Points still belong to the first cluster, and points still belong to the second cluster. Because the assignments no longer change, the algorithm has converged.
This is a clean example because the data naturally separates into two compact groups. Real datasets are messier, which is where k-means can start to mislead you.
When k-means works well
K-means works best when these conditions are roughly true:
- The features are numeric.
- Euclidean distance is a reasonable way to measure similarity.
- The clusters are fairly compact, not long or curved.
- The features have been scaled so one variable does not dominate the rest.
If those conditions fail, the output can still look tidy while missing the real structure in the data.
Common k-means mistakes
Treating k-means as a universal clustering method
K-means works best when clusters are reasonably compact and the mean is a sensible summary.

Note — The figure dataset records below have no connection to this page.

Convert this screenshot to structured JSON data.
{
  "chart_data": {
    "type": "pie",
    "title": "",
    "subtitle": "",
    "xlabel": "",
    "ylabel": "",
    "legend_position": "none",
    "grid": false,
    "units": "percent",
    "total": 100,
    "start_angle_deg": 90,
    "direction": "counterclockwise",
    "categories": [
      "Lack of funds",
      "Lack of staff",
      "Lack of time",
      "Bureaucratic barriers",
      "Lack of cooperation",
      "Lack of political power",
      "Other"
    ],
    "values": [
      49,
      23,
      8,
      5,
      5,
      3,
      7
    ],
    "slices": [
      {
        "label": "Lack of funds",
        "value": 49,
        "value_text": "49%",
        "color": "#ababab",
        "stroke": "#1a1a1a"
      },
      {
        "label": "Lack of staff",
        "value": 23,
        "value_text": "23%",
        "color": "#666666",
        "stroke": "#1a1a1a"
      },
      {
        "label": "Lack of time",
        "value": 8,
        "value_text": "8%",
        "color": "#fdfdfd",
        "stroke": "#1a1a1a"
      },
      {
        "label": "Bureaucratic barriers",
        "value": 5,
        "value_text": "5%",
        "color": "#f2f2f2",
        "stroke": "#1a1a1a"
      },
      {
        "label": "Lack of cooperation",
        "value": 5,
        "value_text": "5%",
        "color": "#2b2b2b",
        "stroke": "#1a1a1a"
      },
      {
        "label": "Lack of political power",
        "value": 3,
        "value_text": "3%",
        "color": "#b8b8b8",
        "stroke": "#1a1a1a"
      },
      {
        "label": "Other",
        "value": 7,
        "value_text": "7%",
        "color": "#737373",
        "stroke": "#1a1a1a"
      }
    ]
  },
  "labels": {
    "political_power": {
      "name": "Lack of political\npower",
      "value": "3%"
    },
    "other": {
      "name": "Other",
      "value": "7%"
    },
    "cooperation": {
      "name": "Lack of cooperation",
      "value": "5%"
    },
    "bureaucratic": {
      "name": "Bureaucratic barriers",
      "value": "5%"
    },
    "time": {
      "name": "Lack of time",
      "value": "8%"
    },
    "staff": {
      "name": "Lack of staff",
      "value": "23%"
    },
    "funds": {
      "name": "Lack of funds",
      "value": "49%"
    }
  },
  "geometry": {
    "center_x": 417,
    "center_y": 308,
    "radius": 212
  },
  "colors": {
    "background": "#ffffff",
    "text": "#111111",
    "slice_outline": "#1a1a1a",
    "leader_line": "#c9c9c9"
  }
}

It is not a good default for every dataset.
Ignoring feature scaling
If one feature is measured on a much larger scale than another, that feature can dominate the distance calculation. Standardizing or normalizing features is often important before running k-means.

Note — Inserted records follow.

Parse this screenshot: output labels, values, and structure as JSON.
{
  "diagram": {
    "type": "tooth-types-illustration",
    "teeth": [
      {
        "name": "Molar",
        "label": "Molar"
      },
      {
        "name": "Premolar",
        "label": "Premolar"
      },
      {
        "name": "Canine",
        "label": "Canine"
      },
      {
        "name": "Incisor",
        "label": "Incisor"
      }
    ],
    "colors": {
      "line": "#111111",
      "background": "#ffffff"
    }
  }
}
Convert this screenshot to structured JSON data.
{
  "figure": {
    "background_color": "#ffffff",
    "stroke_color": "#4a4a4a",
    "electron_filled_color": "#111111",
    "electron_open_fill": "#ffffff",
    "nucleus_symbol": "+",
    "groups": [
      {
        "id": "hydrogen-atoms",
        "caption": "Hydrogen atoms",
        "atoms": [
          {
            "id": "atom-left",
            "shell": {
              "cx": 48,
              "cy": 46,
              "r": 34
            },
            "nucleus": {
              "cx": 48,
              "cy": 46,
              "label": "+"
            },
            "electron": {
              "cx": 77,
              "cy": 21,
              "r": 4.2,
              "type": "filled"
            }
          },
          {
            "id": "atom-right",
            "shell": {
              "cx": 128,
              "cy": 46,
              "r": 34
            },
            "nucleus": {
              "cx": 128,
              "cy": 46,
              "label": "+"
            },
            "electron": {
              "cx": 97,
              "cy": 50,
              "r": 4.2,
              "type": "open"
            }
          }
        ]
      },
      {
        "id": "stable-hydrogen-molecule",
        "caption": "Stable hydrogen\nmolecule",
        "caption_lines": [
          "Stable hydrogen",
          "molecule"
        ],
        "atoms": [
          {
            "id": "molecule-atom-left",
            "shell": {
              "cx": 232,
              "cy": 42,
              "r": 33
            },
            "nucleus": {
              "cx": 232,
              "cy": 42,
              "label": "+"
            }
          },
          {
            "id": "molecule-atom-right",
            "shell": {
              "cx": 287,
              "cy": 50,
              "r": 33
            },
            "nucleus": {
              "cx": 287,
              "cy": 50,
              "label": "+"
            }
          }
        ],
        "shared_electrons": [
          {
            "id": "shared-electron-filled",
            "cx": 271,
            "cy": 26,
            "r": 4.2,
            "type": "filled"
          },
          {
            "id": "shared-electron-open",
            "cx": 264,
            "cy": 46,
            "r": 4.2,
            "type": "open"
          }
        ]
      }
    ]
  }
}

Assuming the answer is unique
K-means can converge to different local minima from different starting points. That is why repeated runs or methods like k-means++ initialization are commonly used.
Using non-numeric or poorly encoded features
Because centroids are means, standard k-means is built for numeric variables. If a feature is categorical, taking an arithmetic mean may not make sense.
Using it on strongly non-spherical clusters
If the true groups are long, curved, or very uneven in density, k-means may split one natural group or merge two different ones. The method prefers compact, centroid-based clusters.
Forgetting that outliers can pull centroids
Because centroids are means, extreme values can shift them noticeably. If outliers are important in your data, check this before trusting the result.
Where k-means clustering is used
K-means is often used for exploratory grouping, customer or behavior segmentation, image color quantization, and as a quick baseline in unsupervised learning.
It is most useful when you have numeric features, want a fast simple model, and expect clusters that are roughly compact in Euclidean space.
A simple mental model
Imagine placing movable pins on a scatterplot. Every point attaches to the nearest pin. Then each pin slides to the average location of the points attached to it. Repeat that until the pins stop moving much.
That picture is not just intuition. It is almost the full algorithm.
Try a similar clustering problem
Take a small set of points on a line, pick , and run one full assign-update cycle by hand. Then change the starting centroids or add one outlier and see how the result changes. If you want to go one step further, try your own version on a small dataset and compare what happens before and after feature scaling.